Tuesday, April 1, 2014

Otherwise Intelligent Quotes

41. The person who reads too much and uses his brain too little will fall into lazy habits of thinking.
—Albert Einstein

42. Believe those who are seeking the truth. Doubt those who find it.
—André Gide

43. It is the mark of an educated mind to be able to entertain a thought without accepting it.
—Aristotle

44. I’d rather live with a good question than a bad answer.
—Aryeh Frimer

45. We learn something every day, and lots of times it’s that what we learned the day before was wrong.
—Bill Vaughan

46. I have made this letter longer than usual because I lack the time to make it shorter.
—Blaise Pascal

47. Don’t ever wrestle with a pig. You’ll both get dirty, but the pig will enjoy it.
—Cale Yarborough

48. An inventor is simply a fellow who doesn’t take his education too seriously.
—Charles F. Kettering

49. Asking a working writer what he thinks about critics is like asking a lamppost how it feels about dogs.
—Christopher Hampton

50. Better to write for yourself and have no public, than to write for the public and have no self.
—Cyril Connolly

51. Never be afraid to laugh at yourself, after all, you could be missing out on the joke of the century.
—Dame Edna Everage

52. I am patient with stupidity but not with those who are proud of it.
—Edith Sitwell

53. Normal is getting dressed in clothes that you buy for work and driving through traffic in a car that you are still paying for – in order to get to the job you need to pay for the clothes and the car, and the house you leave vacant all day so you can afford to live in it.
—Ellen Goodman

54. The cure for boredom is curiosity.
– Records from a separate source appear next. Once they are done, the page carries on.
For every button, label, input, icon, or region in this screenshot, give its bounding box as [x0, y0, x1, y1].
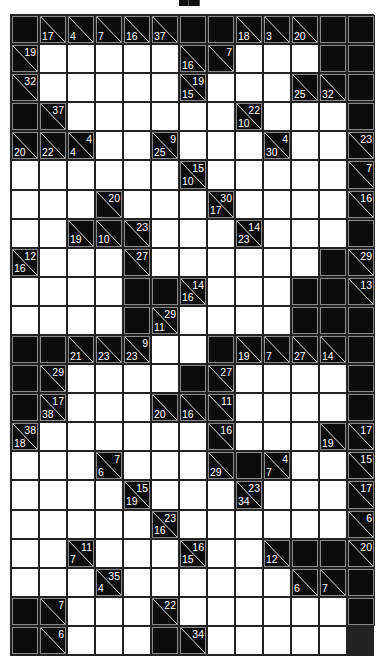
entry-cell[interactable] — [95, 597, 123, 626]
entry-cell[interactable] — [151, 451, 179, 480]
entry-cell[interactable] — [123, 364, 151, 393]
entry-cell[interactable] — [319, 131, 347, 160]
entry-cell[interactable] — [11, 219, 39, 248]
entry-cell[interactable] — [67, 160, 95, 189]
entry-cell[interactable] — [39, 219, 67, 248]
entry-cell[interactable] — [207, 248, 235, 277]
entry-cell[interactable] — [291, 597, 319, 626]
entry-cell[interactable] — [207, 102, 235, 131]
entry-cell[interactable] — [235, 131, 263, 160]
entry-cell[interactable] — [123, 131, 151, 160]
entry-cell[interactable] — [207, 73, 235, 102]
entry-cell[interactable] — [179, 306, 207, 335]
entry-cell[interactable] — [151, 160, 179, 189]
entry-cell[interactable] — [319, 480, 347, 509]
entry-cell[interactable] — [95, 102, 123, 131]
entry-cell[interactable] — [39, 73, 67, 102]
entry-cell[interactable] — [123, 451, 151, 480]
entry-cell[interactable] — [67, 277, 95, 306]
entry-cell[interactable] — [235, 160, 263, 189]
entry-cell[interactable] — [319, 393, 347, 422]
entry-cell[interactable] — [263, 626, 291, 655]
entry-cell[interactable] — [179, 568, 207, 597]
entry-cell[interactable] — [11, 539, 39, 568]
entry-cell[interactable] — [151, 73, 179, 102]
entry-cell[interactable] — [291, 219, 319, 248]
entry-cell[interactable] — [235, 597, 263, 626]
entry-cell[interactable] — [291, 364, 319, 393]
entry-cell[interactable] — [291, 44, 319, 73]
entry-cell[interactable] — [11, 510, 39, 539]
entry-cell[interactable] — [179, 597, 207, 626]
entry-cell[interactable] — [151, 248, 179, 277]
entry-cell[interactable] — [39, 190, 67, 219]
entry-cell[interactable] — [67, 510, 95, 539]
entry-cell[interactable] — [291, 131, 319, 160]
entry-cell[interactable] — [263, 422, 291, 451]
entry-cell[interactable] — [319, 219, 347, 248]
entry-cell[interactable] — [95, 160, 123, 189]
entry-cell[interactable] — [291, 422, 319, 451]
entry-cell[interactable] — [123, 539, 151, 568]
entry-cell[interactable] — [11, 160, 39, 189]
entry-cell[interactable] — [67, 597, 95, 626]
entry-cell[interactable] — [291, 510, 319, 539]
entry-cell[interactable] — [207, 219, 235, 248]
entry-cell[interactable] — [151, 102, 179, 131]
entry-cell[interactable] — [291, 190, 319, 219]
entry-cell[interactable] — [123, 44, 151, 73]
entry-cell[interactable] — [179, 480, 207, 509]
entry-cell[interactable] — [263, 480, 291, 509]
entry-cell[interactable] — [11, 277, 39, 306]
entry-cell[interactable] — [67, 451, 95, 480]
entry-cell[interactable] — [95, 393, 123, 422]
entry-cell[interactable] — [39, 539, 67, 568]
entry-cell[interactable] — [123, 422, 151, 451]
entry-cell[interactable] — [95, 364, 123, 393]
entry-cell[interactable] — [319, 190, 347, 219]
entry-cell[interactable] — [235, 364, 263, 393]
entry-cell[interactable] — [11, 480, 39, 509]
entry-cell[interactable] — [235, 422, 263, 451]
entry-cell[interactable] — [179, 451, 207, 480]
entry-cell[interactable] — [263, 597, 291, 626]
entry-cell[interactable] — [207, 568, 235, 597]
entry-cell[interactable] — [263, 44, 291, 73]
entry-cell[interactable] — [319, 160, 347, 189]
entry-cell[interactable] — [39, 451, 67, 480]
entry-cell[interactable] — [207, 626, 235, 655]
entry-cell[interactable] — [151, 219, 179, 248]
entry-cell[interactable] — [123, 393, 151, 422]
entry-cell[interactable] — [291, 451, 319, 480]
entry-cell[interactable] — [263, 277, 291, 306]
entry-cell[interactable] — [319, 597, 347, 626]
entry-cell[interactable] — [11, 451, 39, 480]
entry-cell[interactable] — [11, 568, 39, 597]
entry-cell[interactable] — [235, 539, 263, 568]
entry-cell[interactable] — [263, 160, 291, 189]
entry-cell[interactable] — [67, 102, 95, 131]
entry-cell[interactable] — [67, 393, 95, 422]
entry-cell[interactable] — [263, 190, 291, 219]
entry-cell[interactable] — [95, 248, 123, 277]
entry-cell[interactable] — [67, 190, 95, 219]
entry-cell[interactable] — [67, 422, 95, 451]
entry-cell[interactable] — [235, 44, 263, 73]
entry-cell[interactable] — [67, 626, 95, 655]
entry-cell[interactable] — [179, 102, 207, 131]
entry-cell[interactable] — [151, 44, 179, 73]
entry-cell[interactable] — [291, 248, 319, 277]
entry-cell[interactable] — [151, 335, 179, 364]
entry-cell[interactable] — [263, 393, 291, 422]
entry-cell[interactable] — [263, 248, 291, 277]
entry-cell[interactable] — [235, 626, 263, 655]
entry-cell[interactable] — [151, 568, 179, 597]
entry-cell[interactable] — [319, 451, 347, 480]
entry-cell[interactable] — [123, 102, 151, 131]
entry-cell[interactable] — [151, 364, 179, 393]
entry-cell[interactable] — [39, 44, 67, 73]
entry-cell[interactable] — [151, 422, 179, 451]
entry-cell[interactable] — [207, 131, 235, 160]
entry-cell[interactable] — [235, 510, 263, 539]
entry-cell[interactable] — [179, 422, 207, 451]
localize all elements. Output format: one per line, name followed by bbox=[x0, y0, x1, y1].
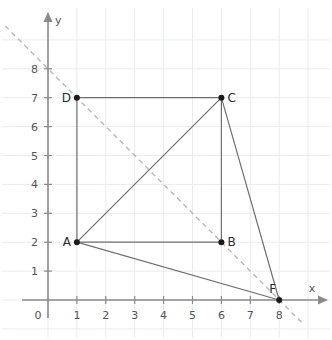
y-tick-label: 4 bbox=[31, 178, 38, 191]
segment-a-c bbox=[77, 98, 222, 243]
x-tick-label: 3 bbox=[131, 309, 138, 322]
point-dot-c bbox=[218, 95, 224, 101]
x-tick-label: 1 bbox=[73, 309, 80, 322]
y-axis-arrowhead bbox=[44, 12, 53, 22]
x-tick-label: 5 bbox=[189, 309, 196, 322]
y-tick-label: 6 bbox=[31, 121, 38, 134]
dashed-diagonal-line bbox=[5, 26, 304, 325]
point-dot-d bbox=[74, 95, 80, 101]
point-label-c: C bbox=[227, 91, 235, 105]
point-label-a: A bbox=[63, 235, 72, 249]
axis-names: xy bbox=[55, 14, 316, 295]
dashed-diagonal-line bbox=[5, 26, 304, 325]
axis-ticks bbox=[44, 69, 279, 304]
origin-label: 0 bbox=[35, 309, 42, 322]
point-dot-b bbox=[218, 239, 224, 245]
x-tick-label: 4 bbox=[160, 309, 167, 322]
axes bbox=[22, 12, 328, 318]
y-axis-name: y bbox=[55, 14, 62, 27]
y-tick-label: 5 bbox=[31, 150, 38, 163]
y-tick-label: 3 bbox=[31, 207, 38, 220]
grid-lines bbox=[2, 8, 330, 338]
point-label-d: D bbox=[62, 91, 71, 105]
point-dot-a bbox=[74, 239, 80, 245]
coordinate-plane-figure: 12345678012345678 ABCDF xy bbox=[0, 0, 332, 340]
point-label-f: F bbox=[269, 282, 276, 296]
coordinate-plot: 12345678012345678 ABCDF xy bbox=[0, 0, 332, 340]
point-dot-f bbox=[276, 297, 282, 303]
x-tick-label: 7 bbox=[247, 309, 254, 322]
x-axis-name: x bbox=[309, 282, 316, 295]
y-tick-label: 2 bbox=[31, 236, 38, 249]
y-tick-label: 8 bbox=[31, 63, 38, 76]
y-tick-label: 1 bbox=[31, 265, 38, 278]
x-axis-arrowhead bbox=[318, 296, 328, 305]
point-labels: ABCDF bbox=[62, 91, 277, 296]
x-tick-label: 8 bbox=[276, 309, 283, 322]
y-tick-label: 7 bbox=[31, 92, 38, 105]
x-tick-label: 2 bbox=[102, 309, 109, 322]
point-label-b: B bbox=[227, 235, 235, 249]
x-tick-label: 6 bbox=[218, 309, 225, 322]
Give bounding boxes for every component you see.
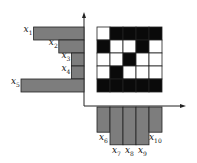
grid-cell [97, 27, 110, 40]
column-bar-x6 [97, 107, 110, 132]
row-label-x4: x4 [61, 64, 70, 75]
grid-cell [123, 40, 136, 53]
grid-cell [97, 79, 110, 92]
grid-cell [136, 53, 149, 66]
label-subscript: 2 [54, 42, 58, 49]
label-subscript: 3 [66, 55, 70, 62]
label-subscript: 5 [16, 81, 20, 88]
column-label-x7: x7 [112, 146, 121, 157]
row-label-x5: x5 [11, 77, 20, 88]
label-subscript: 4 [66, 68, 70, 75]
grid-cell [97, 53, 110, 66]
column-bar-x7 [110, 107, 123, 145]
grid-cell [97, 40, 110, 53]
grid-cell [149, 79, 162, 92]
grid-cell [123, 53, 136, 66]
grid-cell [110, 53, 123, 66]
grid-cell [123, 66, 136, 79]
row-bar-x3 [71, 53, 84, 66]
grid-cell [110, 79, 123, 92]
column-label-x6: x6 [99, 133, 108, 144]
grid-cell [149, 66, 162, 79]
grid-cell [110, 66, 123, 79]
column-label-x9: x9 [138, 146, 147, 157]
label-subscript: 1 [29, 29, 33, 36]
grid-cell [149, 53, 162, 66]
grid-cell [136, 79, 149, 92]
row-bar-x4 [71, 66, 84, 79]
grid-cell [110, 27, 123, 40]
label-subscript: 10 [154, 137, 162, 144]
label-subscript: 6 [104, 137, 108, 144]
label-subscript: 8 [130, 150, 134, 157]
column-bar-x8 [123, 107, 136, 145]
grid-cell [136, 40, 149, 53]
column-bar-x10 [149, 107, 162, 132]
row-label-x3: x3 [61, 51, 70, 62]
column-bar-x9 [136, 107, 149, 145]
label-subscript: 7 [117, 150, 121, 157]
grid-cell [123, 79, 136, 92]
row-bar-x1 [34, 27, 84, 40]
binary-grid [97, 27, 162, 92]
grid-cell [123, 27, 136, 40]
horizontal-axis-arrow-icon [180, 104, 186, 108]
row-label-x1: x1 [24, 25, 33, 36]
grid-cell [110, 40, 123, 53]
grid-cell [149, 40, 162, 53]
row-label-x2: x2 [49, 38, 58, 49]
grid-cell [149, 27, 162, 40]
grid-cell [136, 66, 149, 79]
label-subscript: 9 [143, 150, 147, 157]
grid-cell [97, 66, 110, 79]
vertical-axis-arrow-icon [82, 12, 86, 18]
column-label-x10: x10 [149, 133, 162, 144]
row-bar-x5 [21, 79, 84, 92]
column-label-x8: x8 [125, 146, 134, 157]
grid-cell [136, 27, 149, 40]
There is no cure for curiosity.
—Ellen Parr

55. Advice is what we ask for when we already know the answer but wish we didn’t.
—Erica Jong

56. Some people like my advice so much that they frame it upon the wall instead of using it.
—Gordon R. Dickson

57. The trouble with the rat race is that even if you win, you’re still a rat.
—Lily Tomlin

58. Never ascribe to malice, that which can be explained by incompetence.
—Napoleon (Hanlon’s Razor)

59. Imagination was given to man to compensate him for what he is not, and a sense of humor was provided to console him for what he is.
—Oscar Wilde


60. When a person can no longer laugh at himself, it is time for others to laugh at him.